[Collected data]
▼

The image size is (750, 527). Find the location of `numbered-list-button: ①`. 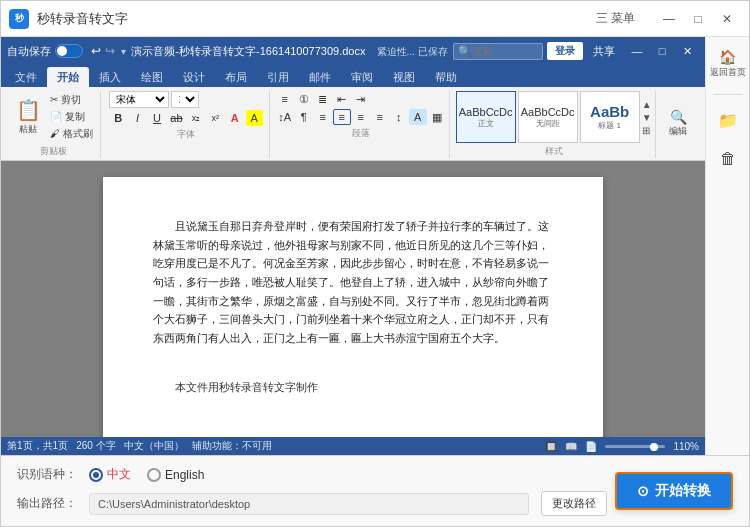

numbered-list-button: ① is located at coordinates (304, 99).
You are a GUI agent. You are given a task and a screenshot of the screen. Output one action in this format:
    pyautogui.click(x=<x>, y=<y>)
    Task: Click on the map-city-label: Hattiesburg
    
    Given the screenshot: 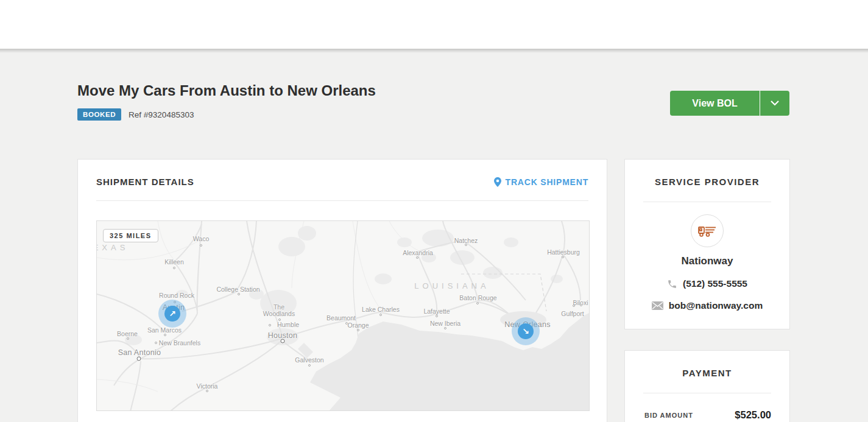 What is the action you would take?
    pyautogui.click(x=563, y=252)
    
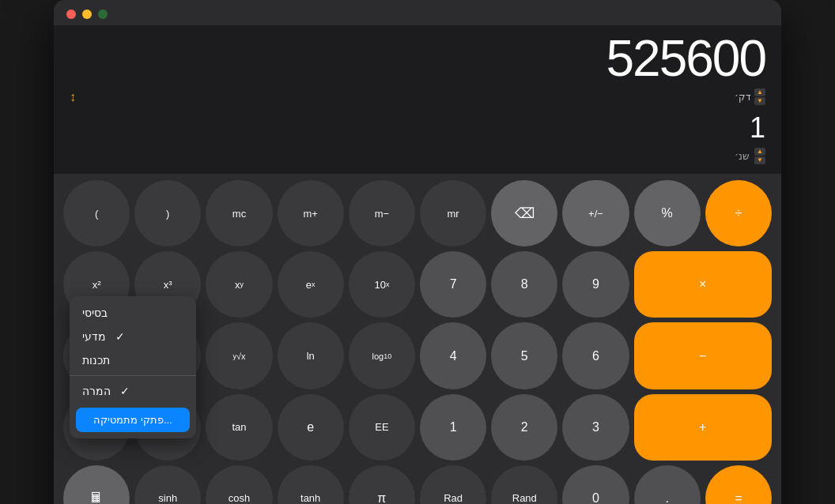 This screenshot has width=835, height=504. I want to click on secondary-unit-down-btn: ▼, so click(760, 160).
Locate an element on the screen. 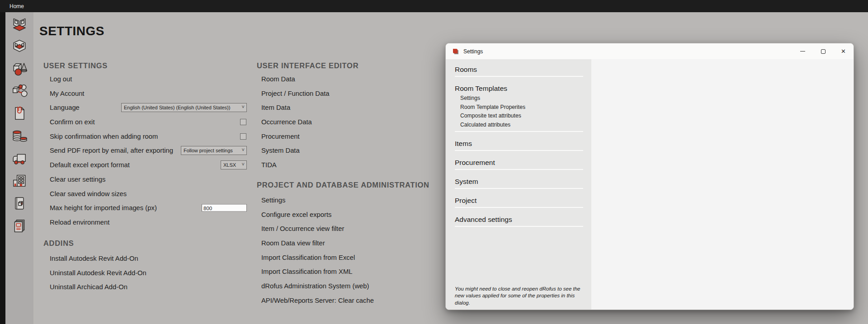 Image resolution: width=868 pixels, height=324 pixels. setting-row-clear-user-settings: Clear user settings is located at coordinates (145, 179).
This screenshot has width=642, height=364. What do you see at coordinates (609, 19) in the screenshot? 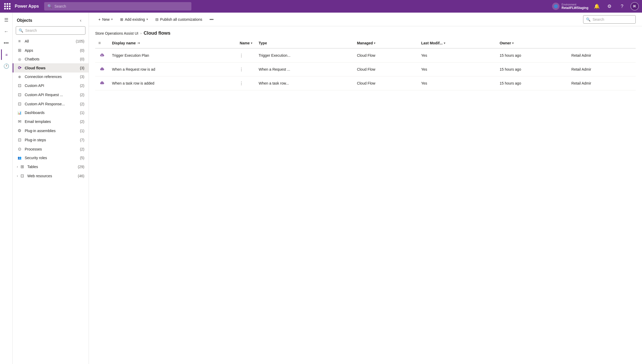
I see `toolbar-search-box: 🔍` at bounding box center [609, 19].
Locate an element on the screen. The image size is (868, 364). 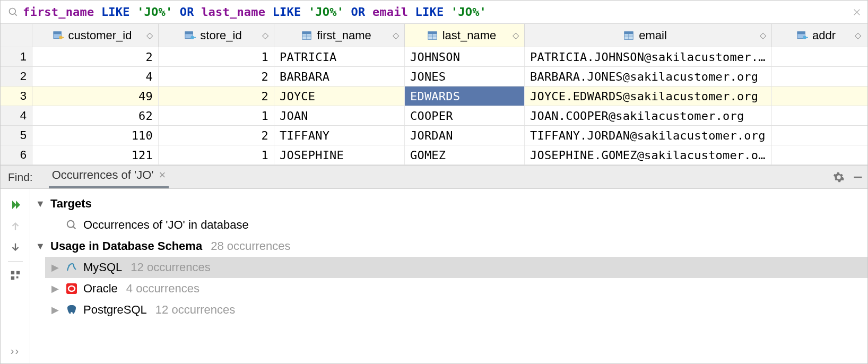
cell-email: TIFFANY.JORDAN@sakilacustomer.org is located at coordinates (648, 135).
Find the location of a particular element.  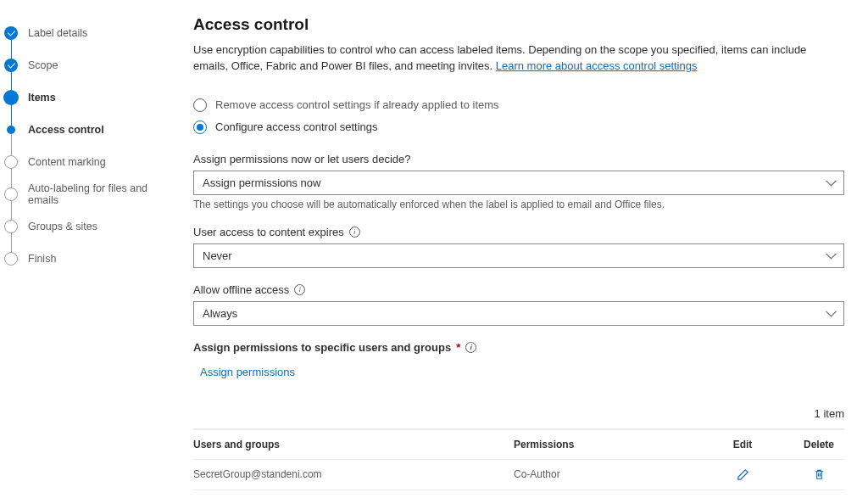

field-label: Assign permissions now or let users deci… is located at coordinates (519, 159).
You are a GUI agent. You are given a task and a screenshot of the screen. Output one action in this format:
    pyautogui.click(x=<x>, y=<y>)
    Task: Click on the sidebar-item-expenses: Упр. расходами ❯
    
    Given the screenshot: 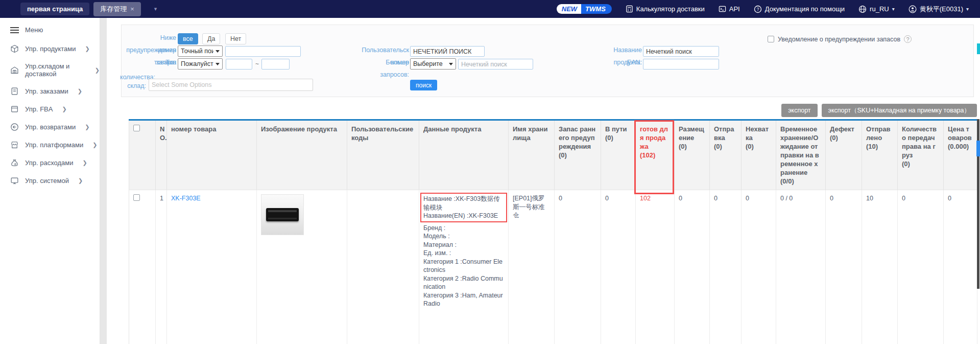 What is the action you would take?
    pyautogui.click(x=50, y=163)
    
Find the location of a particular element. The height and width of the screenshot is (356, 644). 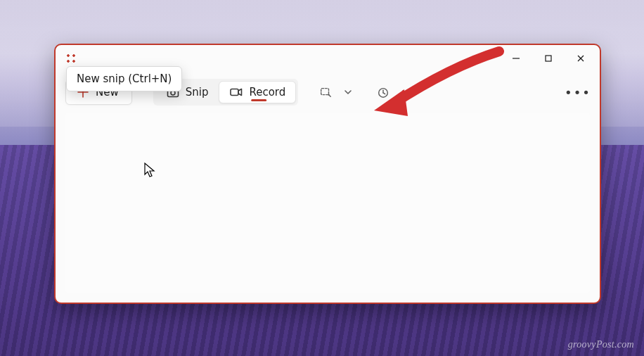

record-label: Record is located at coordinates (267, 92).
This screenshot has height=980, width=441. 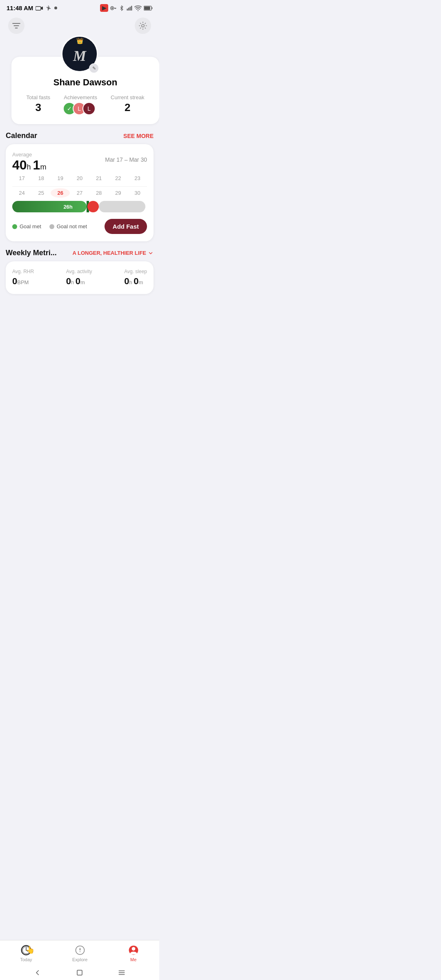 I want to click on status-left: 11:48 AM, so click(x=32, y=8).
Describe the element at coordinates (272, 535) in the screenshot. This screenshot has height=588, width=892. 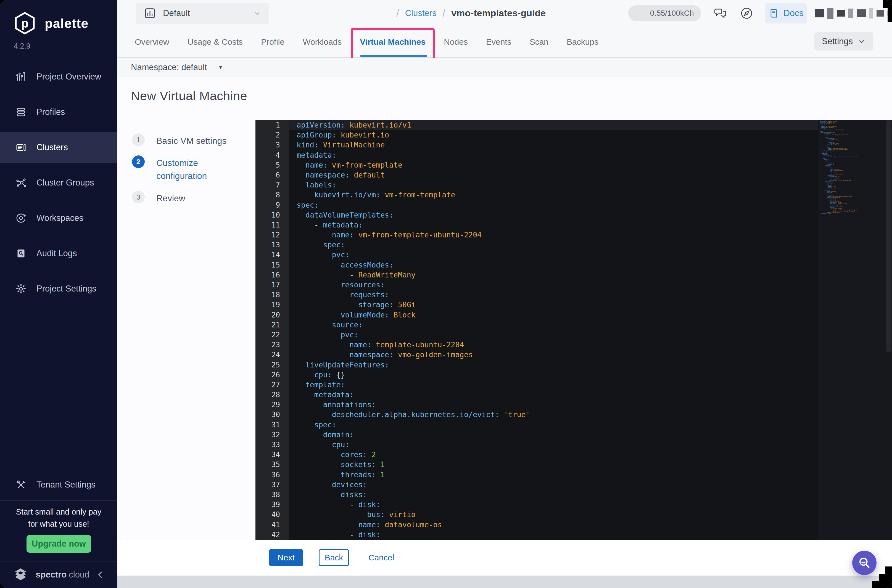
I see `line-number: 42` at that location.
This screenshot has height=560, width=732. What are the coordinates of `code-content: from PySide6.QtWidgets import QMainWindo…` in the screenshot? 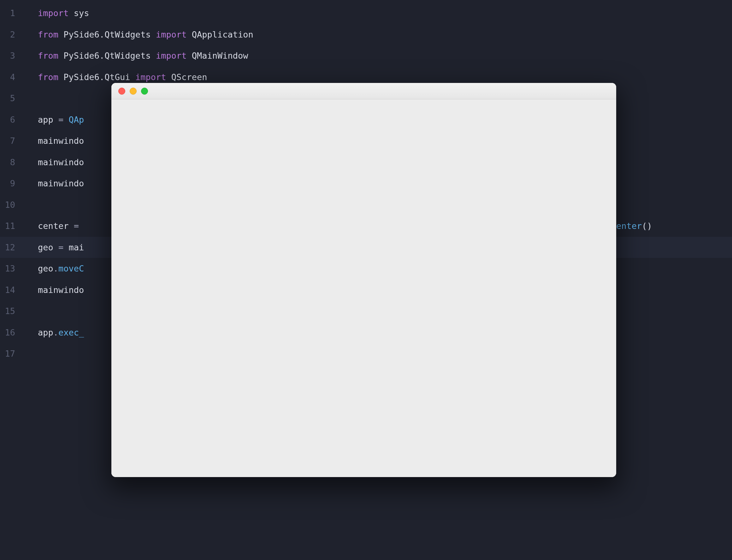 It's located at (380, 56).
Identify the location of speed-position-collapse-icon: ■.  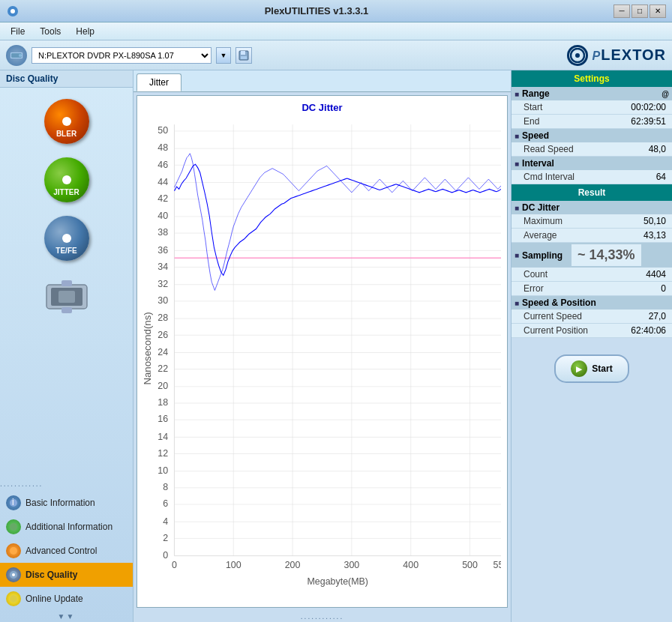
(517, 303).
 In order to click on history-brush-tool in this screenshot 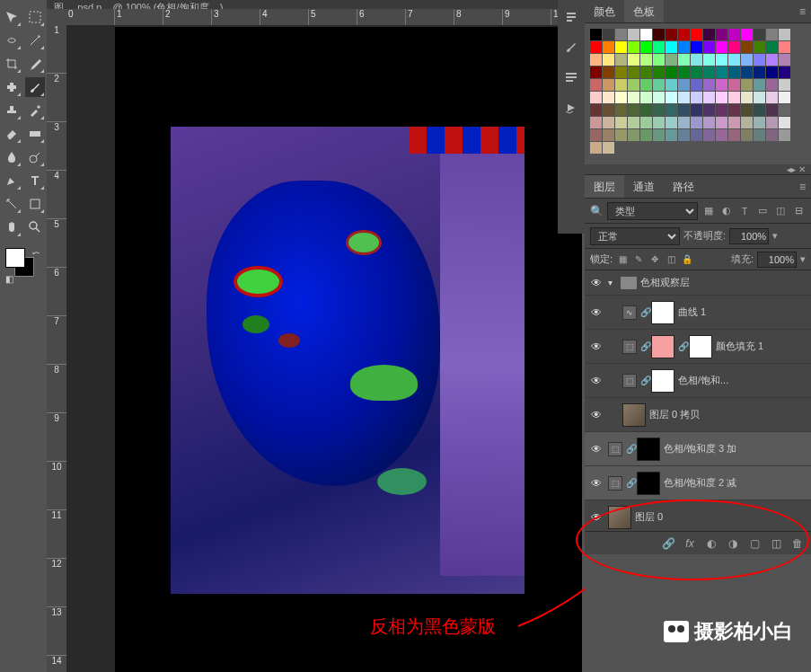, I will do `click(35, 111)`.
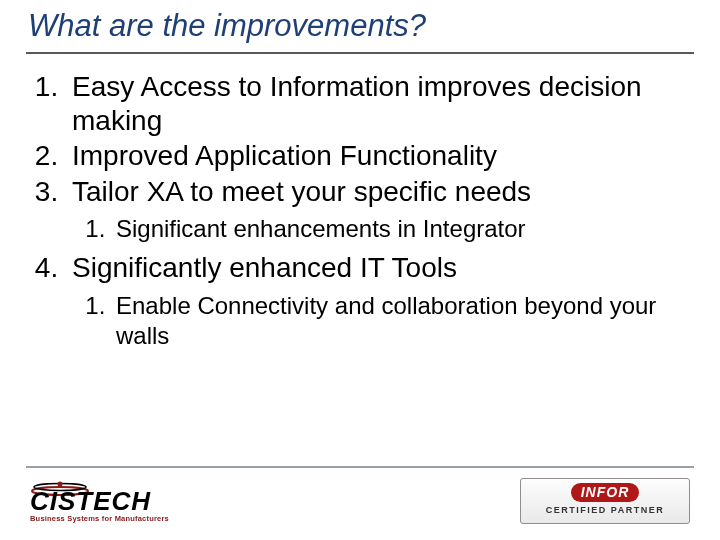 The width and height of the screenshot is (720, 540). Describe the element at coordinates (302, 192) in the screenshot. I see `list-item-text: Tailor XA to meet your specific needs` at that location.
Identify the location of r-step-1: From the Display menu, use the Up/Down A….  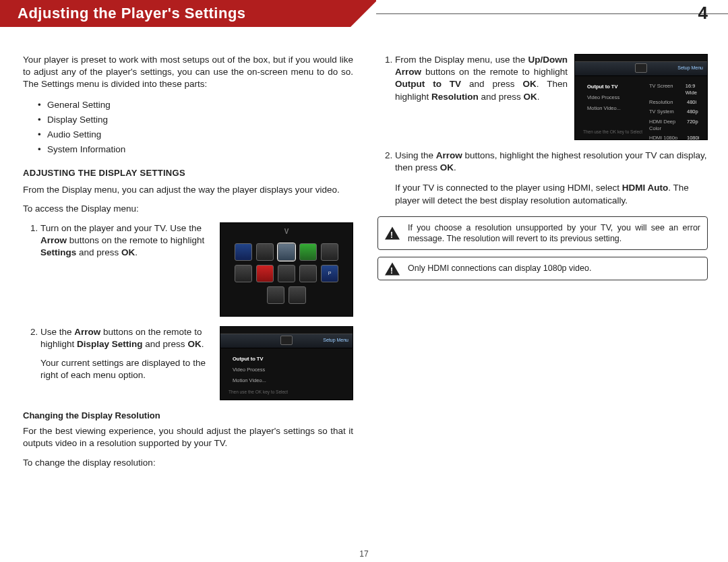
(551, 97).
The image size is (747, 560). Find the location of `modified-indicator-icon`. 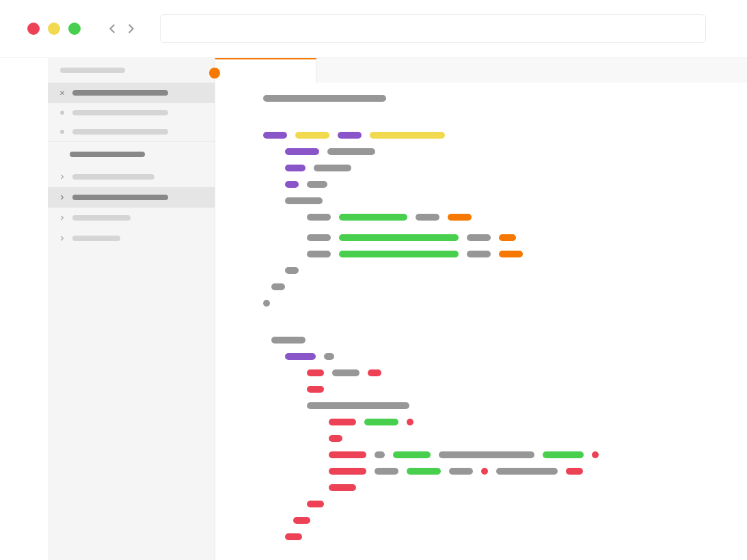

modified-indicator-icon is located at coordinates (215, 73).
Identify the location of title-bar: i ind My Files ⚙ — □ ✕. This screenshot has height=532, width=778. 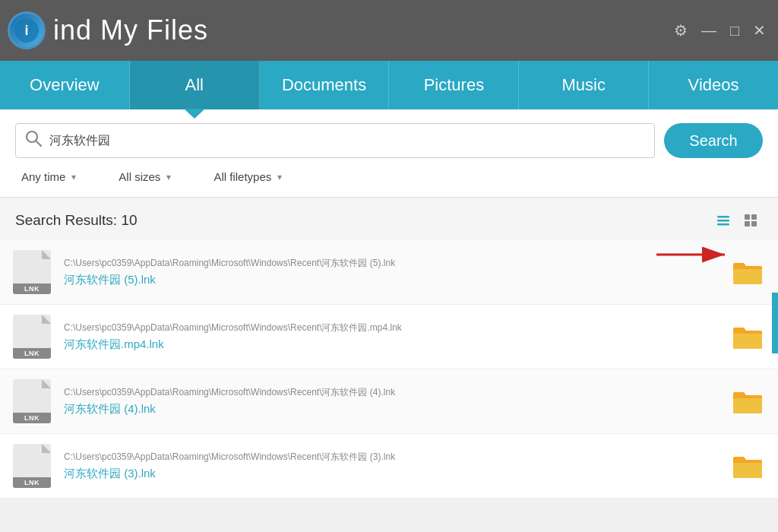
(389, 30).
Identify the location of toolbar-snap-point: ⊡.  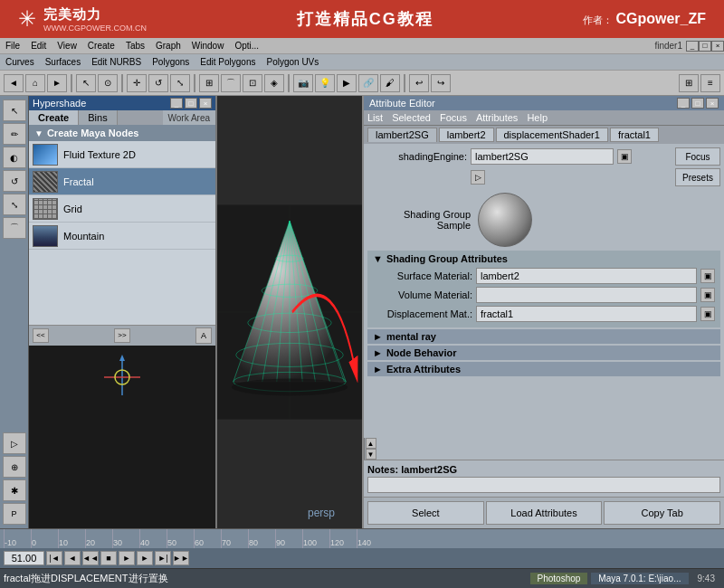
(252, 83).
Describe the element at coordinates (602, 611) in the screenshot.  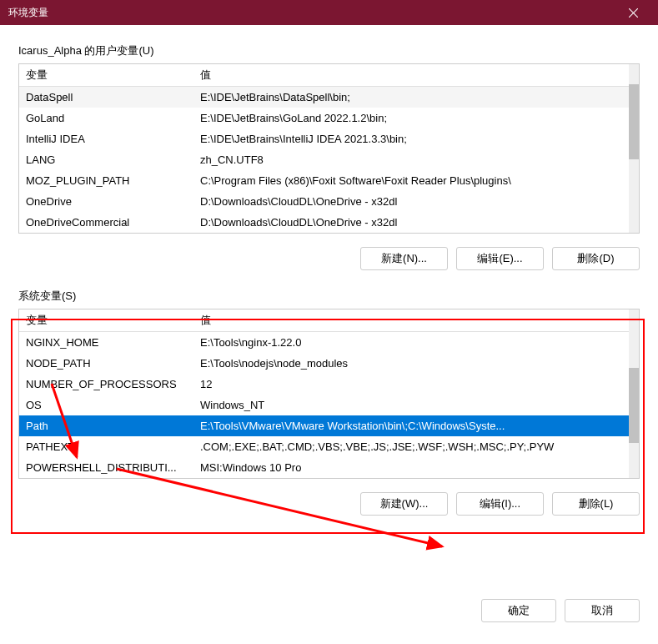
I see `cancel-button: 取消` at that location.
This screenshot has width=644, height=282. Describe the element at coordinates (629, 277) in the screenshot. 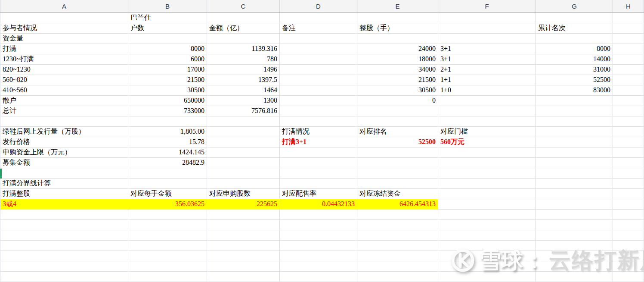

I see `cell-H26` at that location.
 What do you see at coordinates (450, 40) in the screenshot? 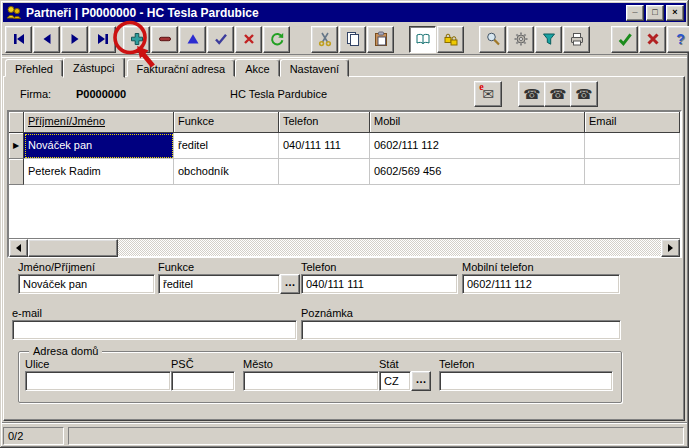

▲

- _HOW TO COMPLETE THIS TASK_: Every line from the one that contains "Identify the location of r-step-1: From" through the end of the records above is to be reproduced exactly; no picture goes in the copy.

- _COMPLETED TASK_:
Identify the location of r-step-1: From the Display menu, use the Up/Down A….  
(551, 97).
The image size is (747, 560). Find the location of `modified-indicator-icon`. 

modified-indicator-icon is located at coordinates (215, 73).
Identify the location of title-bar: i ind My Files ⚙ — □ ✕. This screenshot has height=532, width=778. 
(389, 30).
Identify the location of toolbar-snap-point: ⊡.  
(252, 83).
Describe the element at coordinates (602, 611) in the screenshot.  
I see `cancel-button: 取消` at that location.
This screenshot has width=644, height=282. Describe the element at coordinates (629, 277) in the screenshot. 

I see `cell-H26` at that location.
 What do you see at coordinates (450, 40) in the screenshot? 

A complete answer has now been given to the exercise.